Data Security, Network Security

Why Secure Data Logistics Provides Optimum Visibility

By Marcos Colon

The volumes of data available to security managers across organizations are reaching levels that are becoming unmanageable. Even though there are analytical systems in place to make sense of the information, there’s still far too much to look at.

As the notion of the “walled garden” continues to be just one approach that many security professionals have traditionally taken, having an inside-out view of the activity surrounding critical assets is just as important. But that’s also where the flood of information about valuable data comes in.

Using this as the basis of the problem they’re looking to solve, the two security experts have recently looked to armored cars as solution. No, not storing troves of valuable information within a moving steel vehicle, but rather, making parallels between the logistics process of an armored car and how many approach information security today.

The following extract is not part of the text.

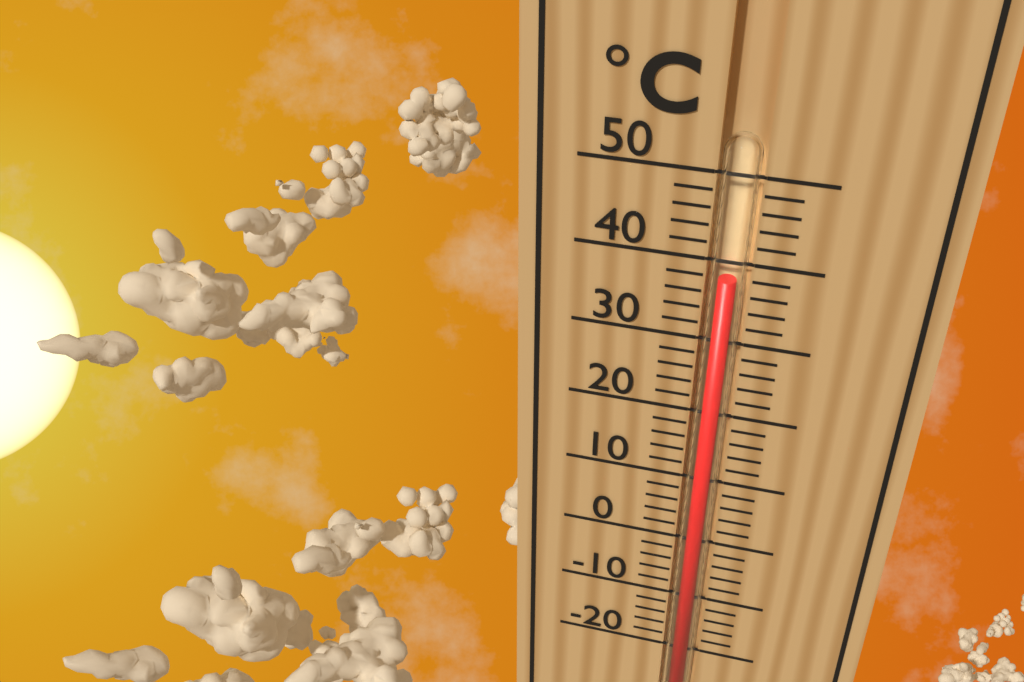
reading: 38 °C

“When you think about how the armored car world works, the logistics process is really designed to be trustless,” Christopher Ensey, chief operating officer at Dunbar Cybersecurity told Infosec Insider during a recent video interview at InfoSec World 2017 in Orlando. “So we really started to dig into the way that we do information security today, and that logistics process made a lot of sense to model.”

Teaming up on research with David Etue, vice president of managed services at security firm Rapid 7, the two found the logistics process that armored cars follow was a great example of leveraging a trustless environment in order to put gates in place that cut down exposure as much as possible. In turn, this provides security managers with visibility into the things that matter and the valuable assets they ultimately want to track.

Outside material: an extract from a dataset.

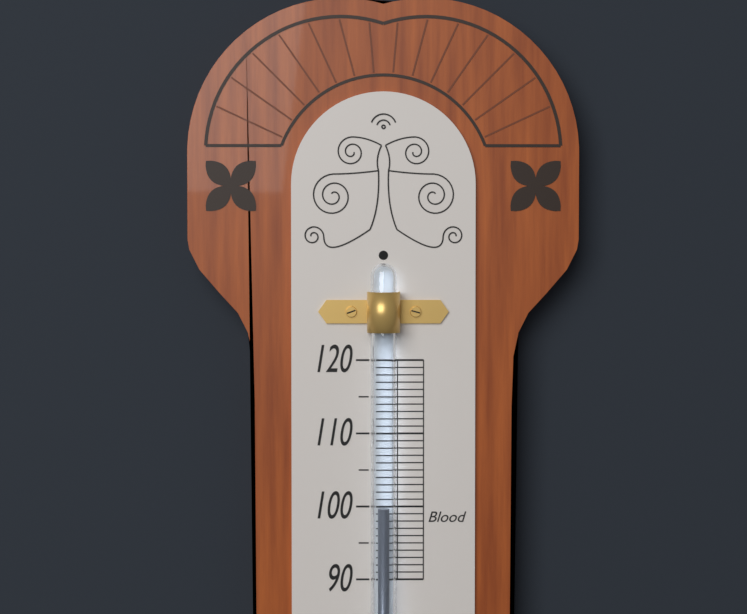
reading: 100 (no unit)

When we started this research there wasn’t really a term that was established in the normal language we use in information security,” Etue said. “We came up with secure data logistics as a way to describe this entire process. The mapping and the tracking of sensitive data throughout its entire lifecycle.”

With the overabundance of information readily available for security and risk departments today, many aren’t leveraging it in ways that can help further secure the network. But by adopting the mindset highlighted by Ensey and Etue, it can be both efficient and cost effective.

“The beauty of this is, if you take this mindset you can go make progress today in your SIEM or log management, or incident response processes, without investment in new areas,” Etue said.

In our recent video interview with Ensey and Etue [above], the two discuss their work on secure data logistics and why security managers should adopt a similar model when developing their security strategy.